Have you checked out Baring-Gould's Annotated Sherlock Holmes? It's just chock full of odds and ends.
No, but I promise that I will. FYI, I've got a list of over 200 books that I've used for references and background, including all of the Arthur Conan Doyle books, of course.
A German Sherlock Holmes . . . . ? Hmmm . . . THAT is an odd thought. Do Germans tolerate the sort of eccentricities that Holmes cultivated? Maybe among the nobility . . . it's an interesting idea.
True, Holmes doesn't sound like a stiff-necked Prussian or NordDeutscher, but that's not quite the direction I've gone in; I've postulated him as an Austrian/Bavarian veteran of the First World War, disgusted with German politics and the nationalism that got so many of his fellow soldiers killed. On a disability pension from the war, he lives with his wife and reads, a particular fan of the Holmes novels, and follows in the British consulting detective's footsteps; I'm even playing with the idea of having an aging Dr. Watson turn over his old crumbling files and notes on the late Holmes' unfinished cases to The German Detective. We'll see.
Yeah, I could see one of the "kleine diebische Bergvolk" as a Holmes type. Bavarians are pretty neat people. I think of them as good-old-boys in Lederhosen and we get along just fine. They haven't discovered the wonders of the pickup truck yet, but they do have a proper appreciation for good hunting dogs and good beer! (and I must say your average Bayerischer Kerl has a better taste in beer than your average Bud-drinking good old boy!)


→ TASK BRIEF:
Every record must be transcribed in its entirety, apart from the images, which are to be omitted.

→ DATASET RECORDS:
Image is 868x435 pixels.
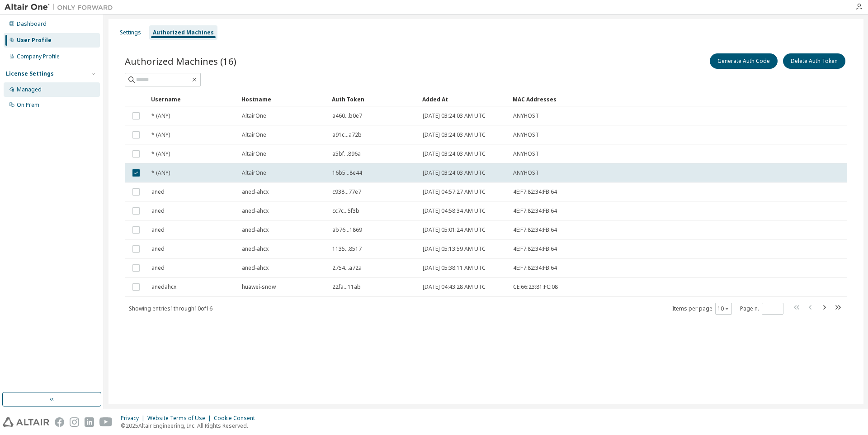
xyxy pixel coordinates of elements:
span: aned-ahcx [242,188,269,195]
span: [DATE] 03:24:03 AM UTC [423,169,486,177]
span: Page n. [740,302,783,314]
button: Generate Auth Code [709,53,777,69]
span: aned [151,207,165,214]
div: Managed [16,86,42,93]
span: [DATE] 05:13:59 AM UTC [423,245,486,252]
img: linkedin.svg [85,417,94,427]
span: aned [151,226,165,234]
img: youtube.svg [100,417,112,427]
div: Settings [120,29,141,36]
span: [DATE] 05:01:24 AM UTC [423,226,486,234]
span: CE:66:23:81:FC:08 [513,283,557,290]
span: aned [151,188,165,195]
span: 1135...8517 [332,245,361,252]
span: a5bf...896a [332,150,361,157]
div: Hostname [242,92,325,106]
span: aned [151,245,165,252]
span: aned-ahcx [242,264,269,271]
button: Delete Auth Token [783,53,846,69]
span: [DATE] 05:38:11 AM UTC [423,264,486,271]
span: Authorized Machines (16) [125,55,236,67]
img: facebook.svg [55,417,64,427]
button: 10 [718,305,730,312]
span: 2754...a72a [332,264,361,271]
div: On Prem [16,101,40,109]
span: aned-ahcx [242,226,269,234]
div: MAC Addresses [513,92,755,106]
div: Added At [422,92,505,106]
div: User Profile [16,37,52,44]
div: Auth Token [331,92,415,106]
span: AltairOne [242,131,266,139]
span: * (ANY) [151,169,170,177]
span: * (ANY) [151,131,170,139]
span: c938...77e7 [332,188,361,195]
span: ab76...1869 [332,226,362,234]
img: altair_logo.svg [3,417,49,427]
div: Username [151,92,234,106]
span: [DATE] 04:57:27 AM UTC [423,188,486,195]
span: ANYHOST [513,112,539,119]
span: Showing entries 1 through 10 of 16 [129,305,213,312]
div: Company Profile [16,53,60,60]
span: [DATE] 04:58:34 AM UTC [423,207,486,214]
span: [DATE] 03:24:03 AM UTC [423,112,486,119]
span: [DATE] 03:24:03 AM UTC [423,150,486,157]
div: Website Terms of Use [147,414,214,422]
span: 4E:F7:82:34:FB:64 [513,245,557,252]
span: Items per page [672,302,732,314]
span: [DATE] 04:43:28 AM UTC [423,283,486,290]
div: Authorized Machines [153,29,214,36]
div: License Settings [6,70,54,77]
span: cc7c...5f3b [332,207,359,214]
span: aned [151,264,165,271]
span: anedahcx [151,283,177,290]
span: 4E:F7:82:34:FB:64 [513,264,557,271]
img: instagram.svg [70,417,79,427]
span: 4E:F7:82:34:FB:64 [513,226,557,234]
img: Altair One [4,3,117,12]
span: huawei-snow [242,283,276,290]
span: ANYHOST [513,131,539,139]
span: 4E:F7:82:34:FB:64 [513,188,557,195]
span: ANYHOST [513,169,539,177]
div: Cookie Consent [214,414,260,422]
span: AltairOne [242,112,266,119]
span: 4E:F7:82:34:FB:64 [513,207,557,214]
span: * (ANY) [151,150,170,157]
div: Privacy [120,414,147,422]
span: ANYHOST [513,150,539,157]
div: Dashboard [16,20,46,28]
span: a460...b0e7 [332,112,362,119]
span: [DATE] 03:24:03 AM UTC [423,131,486,139]
span: 16b5...8e44 [332,169,362,177]
span: aned-ahcx [242,245,269,252]
span: AltairOne [242,169,266,177]
span: AltairOne [242,150,266,157]
span: aned-ahcx [242,207,269,214]
span: 22fa...11ab [332,283,361,290]
p: © 2025 Altair Engineering, Inc. All Rights Reserved. [120,422,260,429]
span: * (ANY) [151,112,170,119]
span: a91c...a72b [332,131,361,139]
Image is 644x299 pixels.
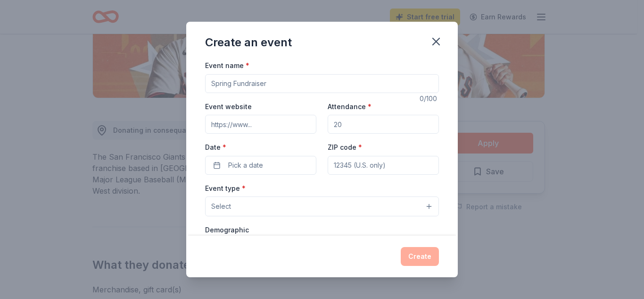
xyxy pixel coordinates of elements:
[205,115,316,133] input: https://www...
[328,156,439,175] input: 12345 (U.S. only)
[420,93,439,104] div: 0 /100
[328,142,362,152] label: ZIP code
[328,102,372,111] label: Attendance
[328,115,439,133] input: 20
[205,225,249,234] label: Demographic
[205,183,246,193] label: Event type
[205,102,252,111] label: Event website
[205,61,249,70] label: Event name
[205,74,439,93] input: Spring Fundraiser
[205,156,316,175] button: Pick a date
[205,196,439,216] button: Select
[228,159,263,171] span: Pick a date
[205,142,316,152] label: Date
[211,200,231,212] span: Select
[205,35,292,50] div: Create an event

→ EXERCISE RESPONSE:
Image is 868x435 pixels.
xyxy pixel coordinates of elements:
span: aned-ahcx [242,188,269,195]
span: [DATE] 03:24:03 AM UTC [423,169,486,177]
span: Page n. [740,302,783,314]
button: Generate Auth Code [709,53,777,69]
span: aned [151,207,165,214]
div: Managed [16,86,42,93]
span: [DATE] 05:13:59 AM UTC [423,245,486,252]
img: linkedin.svg [85,417,94,427]
span: aned [151,226,165,234]
img: youtube.svg [100,417,112,427]
div: Settings [120,29,141,36]
span: [DATE] 05:01:24 AM UTC [423,226,486,234]
span: CE:66:23:81:FC:08 [513,283,557,290]
span: aned [151,188,165,195]
span: 1135...8517 [332,245,361,252]
span: a5bf...896a [332,150,361,157]
div: Hostname [242,92,325,106]
span: aned [151,245,165,252]
span: aned-ahcx [242,264,269,271]
button: Delete Auth Token [783,53,846,69]
span: [DATE] 05:38:11 AM UTC [423,264,486,271]
span: Authorized Machines (16) [125,55,236,67]
img: facebook.svg [55,417,64,427]
button: 10 [718,305,730,312]
span: 2754...a72a [332,264,361,271]
div: On Prem [16,101,40,109]
span: aned-ahcx [242,226,269,234]
div: MAC Addresses [513,92,755,106]
div: Added At [422,92,505,106]
div: User Profile [16,37,52,44]
div: Auth Token [331,92,415,106]
span: AltairOne [242,131,266,139]
span: * (ANY) [151,169,170,177]
span: * (ANY) [151,131,170,139]
span: c938...77e7 [332,188,361,195]
span: ab76...1869 [332,226,362,234]
img: altair_logo.svg [3,417,49,427]
div: Username [151,92,234,106]
span: [DATE] 04:57:27 AM UTC [423,188,486,195]
span: ANYHOST [513,112,539,119]
span: Showing entries 1 through 10 of 16 [129,305,213,312]
div: Company Profile [16,53,60,60]
span: [DATE] 04:58:34 AM UTC [423,207,486,214]
span: [DATE] 03:24:03 AM UTC [423,112,486,119]
span: [DATE] 03:24:03 AM UTC [423,150,486,157]
div: Website Terms of Use [147,414,214,422]
span: 4E:F7:82:34:FB:64 [513,245,557,252]
span: Items per page [672,302,732,314]
span: [DATE] 04:43:28 AM UTC [423,283,486,290]
div: Authorized Machines [153,29,214,36]
div: License Settings [6,70,54,77]
span: cc7c...5f3b [332,207,359,214]
span: aned [151,264,165,271]
span: anedahcx [151,283,177,290]
span: 4E:F7:82:34:FB:64 [513,264,557,271]
img: instagram.svg [70,417,79,427]
span: 4E:F7:82:34:FB:64 [513,226,557,234]
img: Altair One [4,3,117,12]
span: huawei-snow [242,283,276,290]
span: ANYHOST [513,131,539,139]
span: 4E:F7:82:34:FB:64 [513,188,557,195]
span: ANYHOST [513,169,539,177]
div: Cookie Consent [214,414,260,422]
span: AltairOne [242,112,266,119]
span: 4E:F7:82:34:FB:64 [513,207,557,214]
span: * (ANY) [151,150,170,157]
div: Privacy [120,414,147,422]
span: ANYHOST [513,150,539,157]
div: Dashboard [16,20,46,28]
span: a460...b0e7 [332,112,362,119]
span: [DATE] 03:24:03 AM UTC [423,131,486,139]
span: 16b5...8e44 [332,169,362,177]
span: aned-ahcx [242,245,269,252]
span: AltairOne [242,169,266,177]
span: AltairOne [242,150,266,157]
span: aned-ahcx [242,207,269,214]
span: 22fa...11ab [332,283,361,290]
p: © 2025 Altair Engineering, Inc. All Rights Reserved. [120,422,260,429]
span: * (ANY) [151,112,170,119]
span: a91c...a72b [332,131,361,139]
Image is 644x299 pixels.
xyxy pixel coordinates of elements:
[205,115,316,133] input: https://www...
[328,156,439,175] input: 12345 (U.S. only)
[420,93,439,104] div: 0 /100
[328,142,362,152] label: ZIP code
[328,102,372,111] label: Attendance
[328,115,439,133] input: 20
[205,225,249,234] label: Demographic
[205,183,246,193] label: Event type
[205,102,252,111] label: Event website
[205,61,249,70] label: Event name
[205,74,439,93] input: Spring Fundraiser
[205,156,316,175] button: Pick a date
[205,196,439,216] button: Select
[228,159,263,171] span: Pick a date
[205,142,316,152] label: Date
[211,200,231,212] span: Select
[205,35,292,50] div: Create an event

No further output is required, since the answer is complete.